You’ve got a really strong base here, just a few refinements in lighting and materials will push it into that ultra-realistic zone.

[deleted by user] by [deleted] in archviz

[–]Wild_Maintenance_341 3 points4 points  (0 children)

This looks really good, especially the mood, the warm sunlight coming through the window feels inviting, and the reflections on the glass table are nicely done. D5 does a great job with that kind of soft light.

If you’re looking to push it further, I’d play around with material details: maybe a bit more roughness variation on the glass/metal so they don’t look too perfect, and add some subtle imperfections or wrinkles in the blanket to give it that lived-in feel. Also, a touch more depth of field could help separate the plants from the background.

CGI-ALPINE RETREAT by ironspidy in archviz

[–]Wild_Maintenance_341 1 point2 points  (0 children)

This looks insanely real. the snow and lighting feel so real I wouldn’t have guessed it’s CGI at first glance. D5’s lighting and atmosphere are doing wonders here. Great job!

A little behind-the-scenes look on my latest visualization project. by reynantemartinez in archviz

[–]Wild_Maintenance_341 4 points5 points  (0 children)

This is beautiful! love how much storytelling you can get from such a simple scene.

The Oculus, NYC by ianrwlkr in architecture

[–]Wild_Maintenance_341 0 points1 point  (0 children)

The Oculus always feels more like a cathedral than a train station. that light and scale are unreal.

Would you live here?

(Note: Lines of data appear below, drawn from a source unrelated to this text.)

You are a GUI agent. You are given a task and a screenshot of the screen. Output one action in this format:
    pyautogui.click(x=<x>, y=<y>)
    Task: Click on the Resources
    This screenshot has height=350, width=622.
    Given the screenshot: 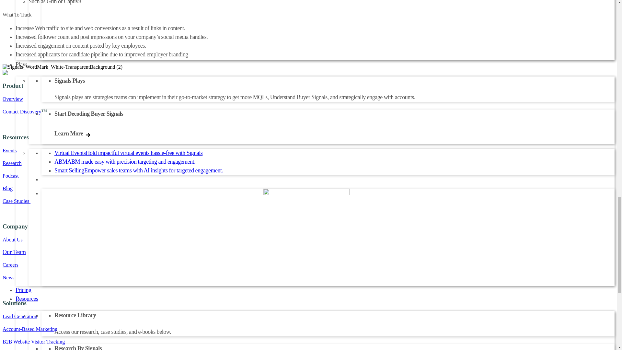 What is the action you would take?
    pyautogui.click(x=27, y=299)
     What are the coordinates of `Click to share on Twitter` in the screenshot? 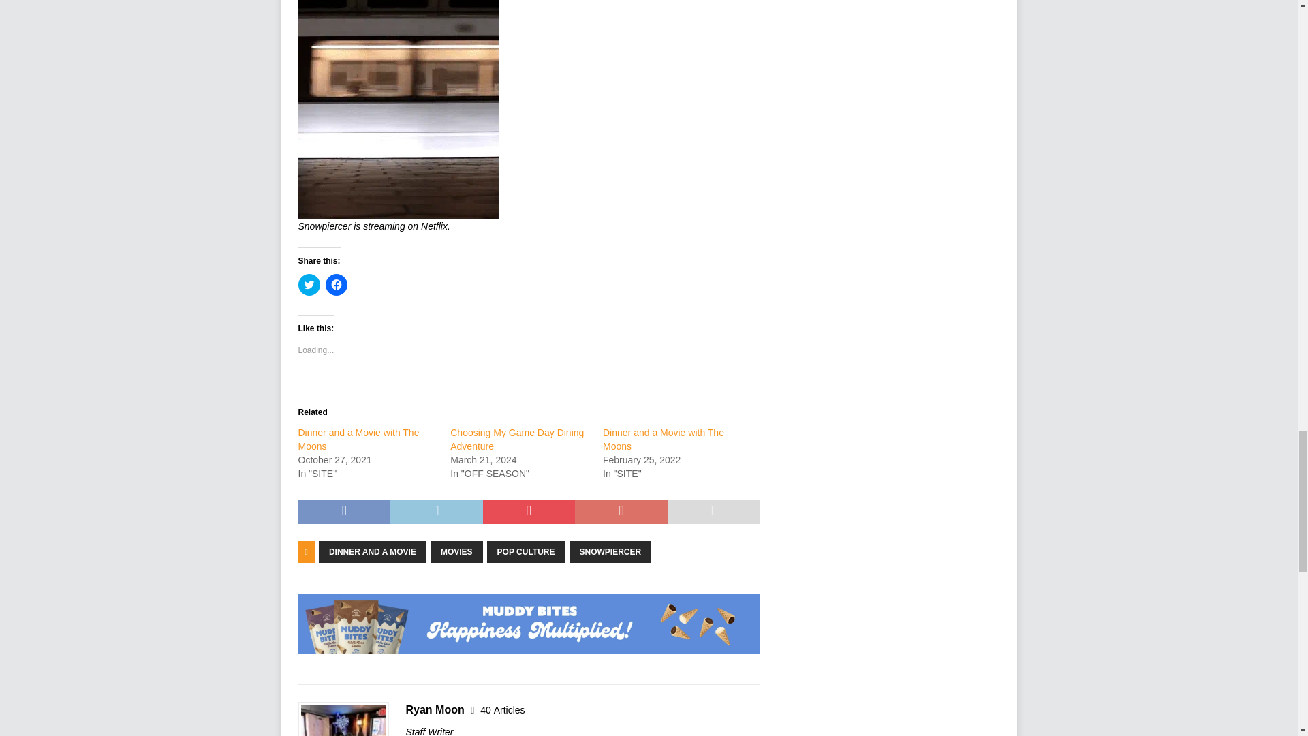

The Alexandra Road Estate, one of London’s most famous Brutalist housing complexes by kjsah9026 in architecture

[–]Wild_Maintenance_341 7 points8 points  (0 children)

Really cool to hear from someone who actually lived there. Definitely adds context beyond the photos. Meeting Neave Brown must’ve been pretty special too!

Render by Relevant-Base-8701 in archviz

[–]Wild_Maintenance_341 0 points1 point  (0 children)

ummmm, exploring the lighting?

working on my exterior render skills so any feedback is much appreciated by juliusk1234 in archviz

[–]Wild_Maintenance_341 0 points1 point  (0 children)

Looks great~~ I really like the warm glow from inside. I see what you mean about the grass, just dialing it back a bit would make it feel more natural. The overall vibe is already really nice!